Example: if you are already running on one of the cloud providers ala Amazon, Rackspace, GCE you could use their load balancers (ala ELB on Amazon EC2) to divert traffic to the OpenShift router.
HTH
@ramr thanks very much for detailed explanation !
Most helpful comment
@thincal so if you configure a DNS entry using a node's IP address - what happens if the node goes down? You would need some sort of IP failover mechanism to ensure something (in this case a router) is always serving on that IP. If your environment is tolerant to downtime, you need to either update the DNS entry or start up a new node with that IP address.
Of course, this requires you to know when a problem happens and to be able to take the manual steps to
fix it immediately.
The HA solution is to handle these failure cases but also automate the recovery, so there's really no
manual intervention needed. In a nutshell, rather than use the node's IP address to configure the DNS entry, you would instead use VIPs (Virtual IP addresses) to handle failures. The VIPs would float between any of the nodes where
ipfailover(reallykeepalived) is running in your OpenShift cluster andhandle failure cases when router instances die and are re-born or nodes die.
Hopefully an example with steps might make it clearer:
n > 5of course).Let's further assume that the IP addresses for those 5 infrastructure nodes are
10.1.1.1 - 10.1.1.5.So let's use 3 VIPs (10.1.100.1, 10.1.100.2 and 10.1.100.3) -- note the 10.1.100.* block we are using here.
www.example.testto resolve to those 3 VIPs10.1.100.[1-3].Availability. Remember we had 5 infrastructure nodes we had allocated to run the routers.

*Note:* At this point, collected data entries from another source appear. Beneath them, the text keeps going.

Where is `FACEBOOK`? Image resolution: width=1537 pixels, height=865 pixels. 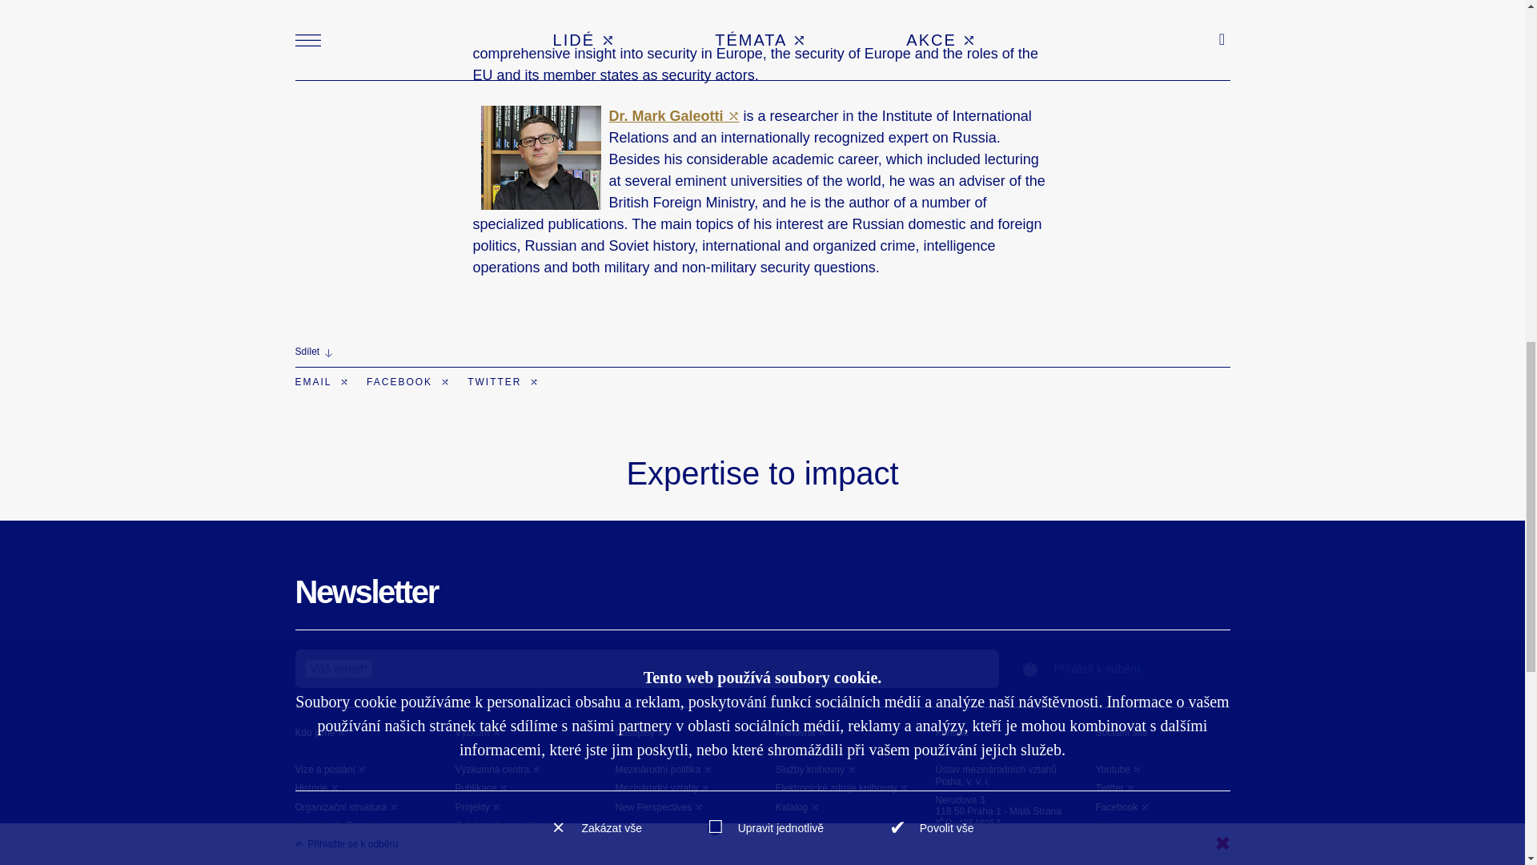 FACEBOOK is located at coordinates (408, 381).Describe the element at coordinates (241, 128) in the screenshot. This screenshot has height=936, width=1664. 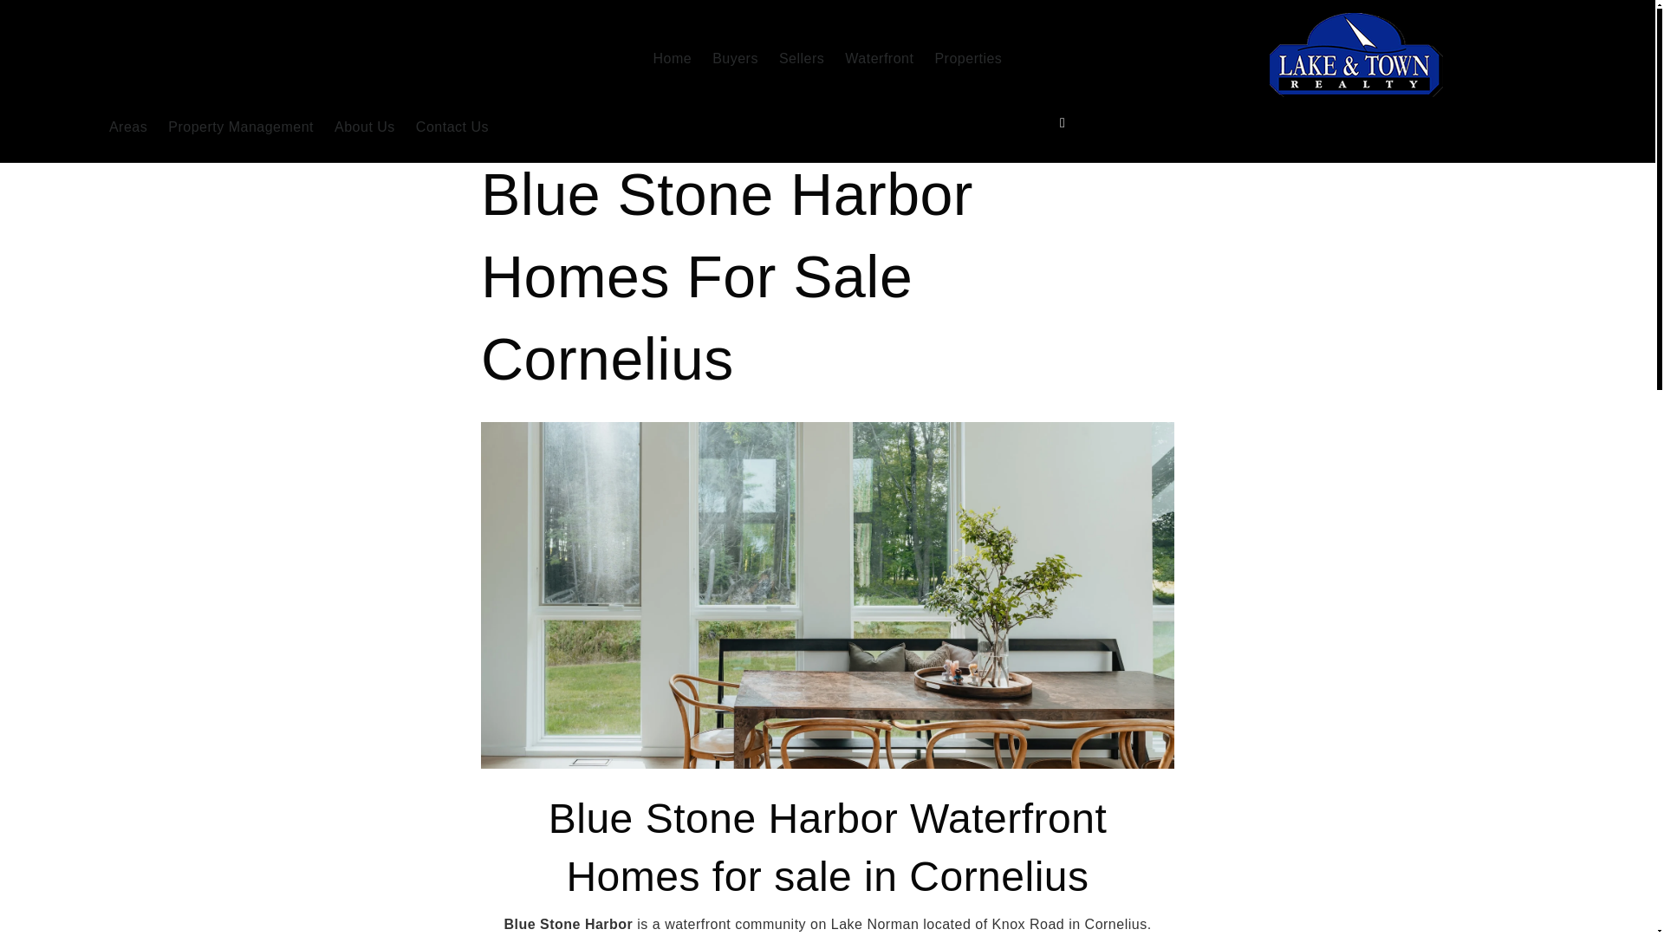
I see `Property Management` at that location.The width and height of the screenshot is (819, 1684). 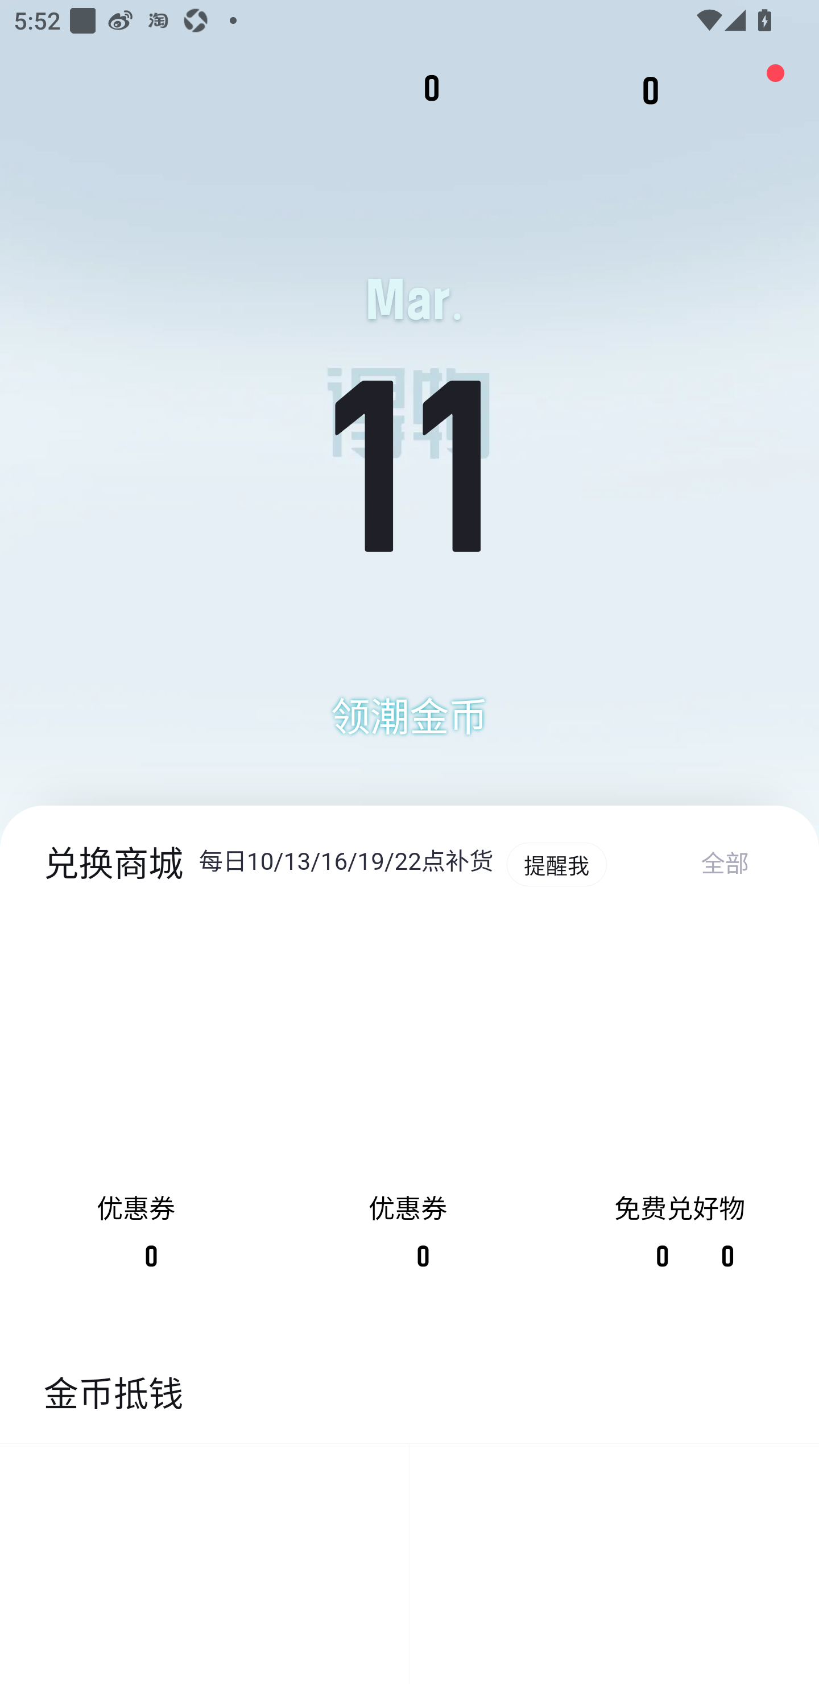 I want to click on 优惠券 0, so click(x=407, y=1108).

Assuming these 5 infrastructure nodes are tagged with "infra=red", we can now run a service
ipfailoverto ensure those 3 VIPs are always on one or more of those 5 infrastructure nodes.And also monitor port 80 (that the router would run on - or you could use port 443), so that we can
watch for router failures.
oadm ipfailover --replicas=5 --virtual-ips="10.1.100.1-3" --selector="infra=red" --watch-port=80 ...use all the nodes, let's say we use 2 of these nodes and use the same selector(
infra=redas above).oadm router ... --selector="infra=red" --replicas=2# 2 router instances.10.1.100.[1-3]allocated to them. Now, since the router binds to0.0.0.0- with some kernel magic its binding on the virtual IP address as well and so serving requests on that VIP.keepaliveds clustered together (they do need multicast as they send VRRP advertisements) would notice a router is down.Either the local node keepalived notices nothing bound on port 80/443 or a remote keepalived notices a peer is down. In either case, one of the peer keepaliveds (which has a router instance running on its node) would pick up the VIP that now service it. And thanks to the afore mentioned magic, since the router is binding to
0.0.0.0, it automatically starts servicing the newly added VIP on its node.The keepaliveds would notice a new router in the mix and float over the VIPs if needed to that node.
Now, that said, you can also do this with a similar approach (non VIP oriented solutions) outside of OpenShift - example, run a highly available external load balancer service and point it at your routers.
Example: if you are already running on one of the cloud providers ala Amazon, Rackspace, GCE you could use their load balancers (ala ELB on Amazon EC2) to divert traffic to the OpenShift router.